The Thabo Mbeki Foundation says the events of the last week, with rampant looting and damage to infrastructure, cannot be accepted as incidental.
The foundation said the country was living through the impact of counter revolutionary insurgency “that has long been germinating in the bowles of what we commonly called state capture”.
“The hallmarks of state capture are the deliberate and systematic denuding of state capacity that we have witnessed at SARS, SOEs and the weakening of all arms of law enforcement agencies.”
The foundation issued a statement on Friday following a week of looting and unrest which affected mainly areas in KwaZulu-Natal and Gauteng.
There was widespread damage to property and 212 people have died in incidents linked to the unrest. The police were investigating hundreds of cases linked to the deaths.
The foundation said these events can not be viewed as incidental and that warnings of war and civil unrest were made.
“The pressing socio-economic conditions of our people and the recent arrest of former president Jacob Zuma have served as a set to mount an offensive against the state and the constitutional democratic edifice on which it is built.

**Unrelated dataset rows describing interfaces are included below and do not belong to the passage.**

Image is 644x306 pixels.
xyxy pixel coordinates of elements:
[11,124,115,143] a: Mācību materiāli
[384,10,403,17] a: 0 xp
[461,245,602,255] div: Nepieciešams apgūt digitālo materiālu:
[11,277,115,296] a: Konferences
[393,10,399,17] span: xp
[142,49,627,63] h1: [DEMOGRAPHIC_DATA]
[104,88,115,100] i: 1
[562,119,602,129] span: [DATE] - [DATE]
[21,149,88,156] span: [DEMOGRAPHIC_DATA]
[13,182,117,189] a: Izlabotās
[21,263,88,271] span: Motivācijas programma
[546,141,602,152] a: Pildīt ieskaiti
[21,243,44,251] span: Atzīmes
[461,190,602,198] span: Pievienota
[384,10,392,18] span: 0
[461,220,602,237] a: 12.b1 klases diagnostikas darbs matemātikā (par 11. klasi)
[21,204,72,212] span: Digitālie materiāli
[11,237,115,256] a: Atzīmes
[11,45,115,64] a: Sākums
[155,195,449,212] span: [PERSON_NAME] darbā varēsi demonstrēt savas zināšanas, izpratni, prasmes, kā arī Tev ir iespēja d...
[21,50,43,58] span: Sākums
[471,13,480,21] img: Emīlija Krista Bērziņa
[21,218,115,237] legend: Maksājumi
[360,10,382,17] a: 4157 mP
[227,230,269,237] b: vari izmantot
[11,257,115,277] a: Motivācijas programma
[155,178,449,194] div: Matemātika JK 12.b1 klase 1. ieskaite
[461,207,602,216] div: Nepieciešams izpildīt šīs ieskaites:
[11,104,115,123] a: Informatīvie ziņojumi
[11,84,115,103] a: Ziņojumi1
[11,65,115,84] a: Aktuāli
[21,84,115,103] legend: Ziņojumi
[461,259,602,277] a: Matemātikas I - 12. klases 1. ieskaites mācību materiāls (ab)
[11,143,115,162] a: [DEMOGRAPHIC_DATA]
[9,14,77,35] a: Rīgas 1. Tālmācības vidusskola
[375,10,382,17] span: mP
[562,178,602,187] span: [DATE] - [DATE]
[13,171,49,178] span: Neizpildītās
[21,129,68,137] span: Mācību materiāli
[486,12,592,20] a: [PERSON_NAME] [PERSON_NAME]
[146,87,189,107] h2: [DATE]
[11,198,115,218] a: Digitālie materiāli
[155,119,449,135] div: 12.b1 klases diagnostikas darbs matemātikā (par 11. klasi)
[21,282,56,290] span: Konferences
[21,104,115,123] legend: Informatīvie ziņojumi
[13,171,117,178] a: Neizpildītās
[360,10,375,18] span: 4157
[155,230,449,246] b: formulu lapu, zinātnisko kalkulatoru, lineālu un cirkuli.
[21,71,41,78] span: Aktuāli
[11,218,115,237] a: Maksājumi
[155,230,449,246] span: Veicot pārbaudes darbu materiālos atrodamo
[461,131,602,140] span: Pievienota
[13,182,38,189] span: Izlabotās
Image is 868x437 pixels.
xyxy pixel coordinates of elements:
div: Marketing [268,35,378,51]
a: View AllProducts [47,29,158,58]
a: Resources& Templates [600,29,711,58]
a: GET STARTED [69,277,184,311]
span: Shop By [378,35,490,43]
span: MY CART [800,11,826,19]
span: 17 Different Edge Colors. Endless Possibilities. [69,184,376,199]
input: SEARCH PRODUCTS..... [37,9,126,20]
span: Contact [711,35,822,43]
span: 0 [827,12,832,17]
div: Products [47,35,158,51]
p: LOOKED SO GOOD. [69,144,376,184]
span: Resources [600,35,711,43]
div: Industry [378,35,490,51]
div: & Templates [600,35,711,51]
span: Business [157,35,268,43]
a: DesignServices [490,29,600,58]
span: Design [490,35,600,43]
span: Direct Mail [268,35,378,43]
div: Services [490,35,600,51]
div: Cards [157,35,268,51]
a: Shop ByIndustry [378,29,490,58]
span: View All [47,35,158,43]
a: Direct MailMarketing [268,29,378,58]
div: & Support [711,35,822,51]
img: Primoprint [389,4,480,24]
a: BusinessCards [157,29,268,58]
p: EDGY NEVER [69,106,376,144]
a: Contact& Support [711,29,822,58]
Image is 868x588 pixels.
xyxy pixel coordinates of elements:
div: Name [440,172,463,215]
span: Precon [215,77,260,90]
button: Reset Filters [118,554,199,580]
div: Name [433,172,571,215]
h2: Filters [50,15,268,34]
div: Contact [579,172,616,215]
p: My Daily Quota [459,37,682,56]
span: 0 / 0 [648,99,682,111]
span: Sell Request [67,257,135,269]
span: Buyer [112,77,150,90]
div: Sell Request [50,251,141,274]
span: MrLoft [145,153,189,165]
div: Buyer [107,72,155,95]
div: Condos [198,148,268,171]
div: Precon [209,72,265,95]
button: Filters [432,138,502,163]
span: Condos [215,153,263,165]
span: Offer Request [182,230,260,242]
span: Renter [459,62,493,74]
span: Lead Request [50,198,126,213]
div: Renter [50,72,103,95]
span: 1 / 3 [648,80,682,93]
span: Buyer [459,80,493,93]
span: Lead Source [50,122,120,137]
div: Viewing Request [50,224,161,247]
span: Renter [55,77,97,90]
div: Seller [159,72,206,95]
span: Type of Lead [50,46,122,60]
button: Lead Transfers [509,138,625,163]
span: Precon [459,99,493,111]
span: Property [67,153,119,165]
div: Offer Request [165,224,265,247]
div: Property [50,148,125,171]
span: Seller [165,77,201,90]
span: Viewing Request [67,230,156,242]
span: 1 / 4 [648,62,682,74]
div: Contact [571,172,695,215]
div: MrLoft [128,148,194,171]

The messages spread through social media were designed so that when the conditions die down, the nation would be left hopeless, the foundation said.
“In many ways, pessimism will strike and the human dignity that we have all strived for will become but a fleeting dream,” it said.
The foundation called for calm and for the violence to end.
“We once again implore the government and all social partners urgently to get together to design and implement, medium and long-term economic recovery plans,” it said.